Without a political and diplomatic strategy, it’s difficult to see how such tactics will make the Middle East, and the rest of the world, more stable as a result. Indeed, it might only serve to embolden rogue regimes like North Korea which is widely reported to be planning further provocative nuclear tests of its own this weekend. Already President Trump has said: “North Korea is a problem. The problem will be taken care of.” As the stakes are raised to dangerous new levels, the question, as ever, is how – and at what cost?

Box office snooker

FORTY years after Sheffield’s Crucible Theatre first hosted the World Snooker Championships, this claustrophobic auditorium remains the perfect stage for late-night sporting drama. Who will ever forget the epic 1985 final when 18.5 million TV viewers stayed up until the early hours to watch Dennis Taylor beat Steve Davis on the final frame black?

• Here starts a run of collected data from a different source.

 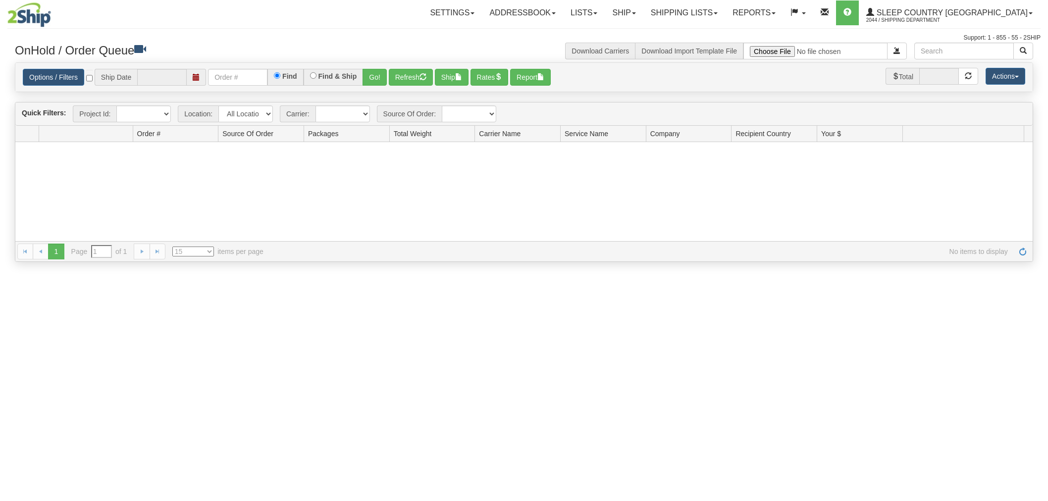 I want to click on span: Recipient Country, so click(x=763, y=134).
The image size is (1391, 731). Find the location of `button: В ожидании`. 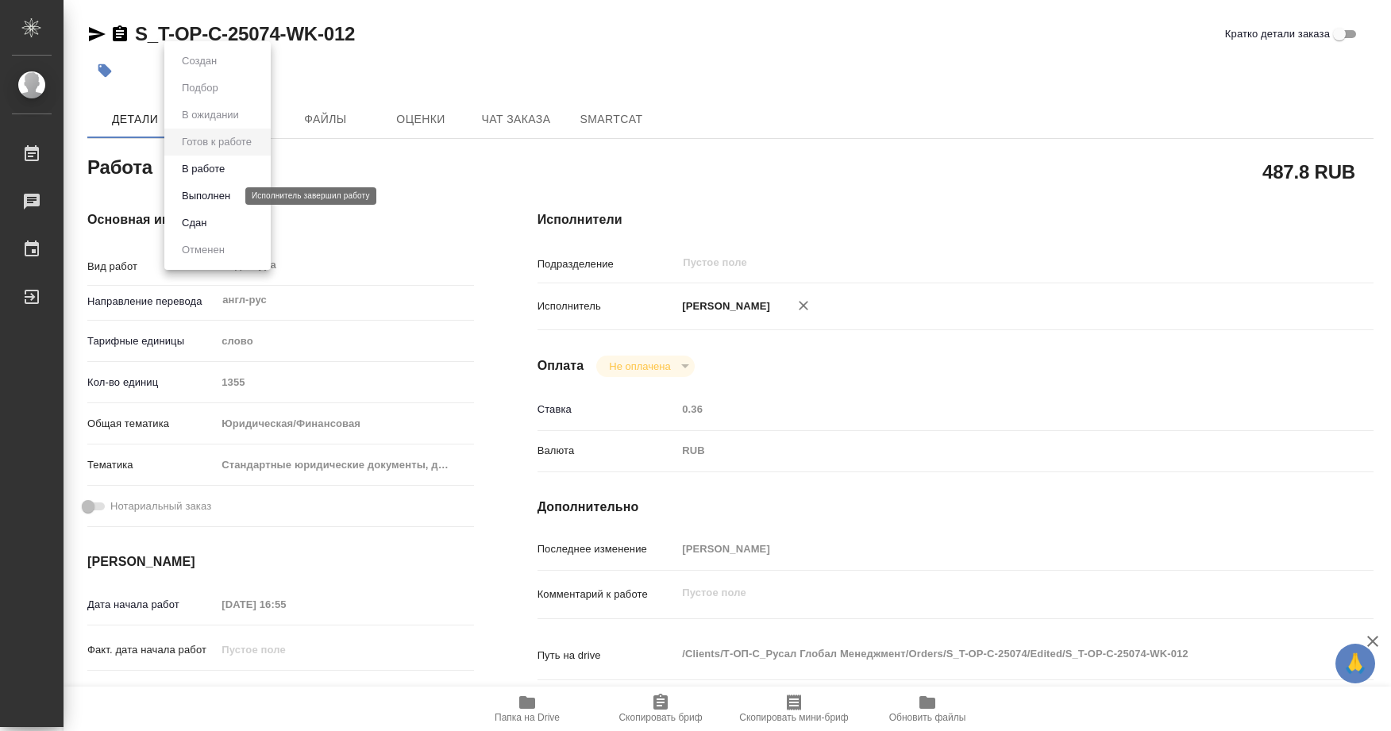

Just as Wimbledon is the home of tennis and Lord’s the spiritual home of cricket, the Crucible’s intimacy remains synonymous with snooker. A showpiece event for with the total prize fund growing from a mere £17,000 in 1977 (the victor John Spencer pocketed £6,000) to £1.5m this year and first prize of £330,000, the one regret is that great characters of the past have been superseded by robotic-like potting machines lacking charisma, the very trait that made snooker box office. It’s surely no coincidence that the one exception – ‘Rocket’ Ronnie O’Sullivan – is the flawed genius who remains the game’s biggest draw.